The age of sail had more marines onboard, but one of their tasks was to ensure mutinies weren't successful - not something I'd expect in Traveller navies. Though with a deployed detachment onboard you COULD see them equipped with more than just body armor and carried weapons - but giving them vehicles and battle dress would take up space and credits, so they may restrict such things to specific ships designed to carry marines to the battlefield and sufficient small craft to get them deployed to a world.
 
In FFW Imperial Marines automatically count as jump (or drop if you prefer) troops who can assault from orbit via drop capsules - whereas in the Imperial Army only specially designated jump troops regiments can do that. Other Imperial Army units must reach planetside via landers, a more laborious method that requires aerospace control (in the game rules you can't unload if active SDBs remain, for example).

So, you can jump in-system with your speedy CruRons, ignore SDBs, launch a meteoric assault using Imperial Marines and get out of Dodge quickly once the raid is over.
 
In FFW Imperial Marines automatically count as jump (or drop if you prefer) troops who can assault from orbit via drop capsules - whereas in the Imperial Army only specially designated jump troops regiments can do that. Other Imperial Army units must reach planetside via landers, a more laborious method that requires aerospace control (in the game rules you can't unload if active SDBs remain, for example).

So, you can jump in-system with your speedy CruRons, ignore SDBs, launch a meteoric assault using Imperial Marines and get out of Dodge quickly once the raid is over.
Perfectly reasonable so long as the ships all carry frop capsule launchers and drop pods. It sounds really cool to make every embarked marine a battledress equipped one, but costs are massive.

Even fictional governments have to bow down before the accounting overlords and cry uncle when they are broke. 😀
 
In the FFW boardgame as an Impie player I tend to leave them behind to occupy Zhodani worlds that have minimal/no local defence force. Occupying means adding victory points for the Imperium and also has a higher chance of forcing the Zhodani player to turn around some of his invasion force to take care of the problem in his rear areas.

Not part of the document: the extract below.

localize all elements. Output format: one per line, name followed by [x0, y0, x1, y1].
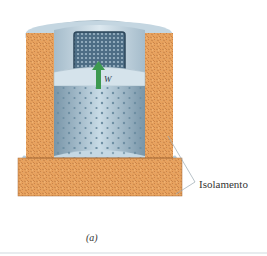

But, yes, in theory you'd want some pinnaces to be on your ships to go down and pick up the raiding party or away party of meteoric assault Marines.
 
I've always felt the Army would be a better home for Drop Troops than the Marines.
An Army operation is likely to be en masse and have follow up waves of armour, arty, support.. The intent being to occupy the worl. Fits with the one way nature of Drop/Jump Troops.
The Marines being more likely to be in-and-out need to have landers to collect them and so might as well use the same ones to get to the surface.
 
The Paramarines (also known as Marine paratroopers) was a short-lived specialized combat unit of the United States Marine Corps, trained to be paratroopers dropped from planes by parachute. Marine parachute training which began in New Jersey in October 1940 ended with the parachute units being disbanded at Camp Pendleton, California in February 1944. Paratroopers received a significantly increased salary after completing training, so there was no shortage of volunteers, although all were required to be unmarried. Standards of fitness were high, and 40% failed the training course.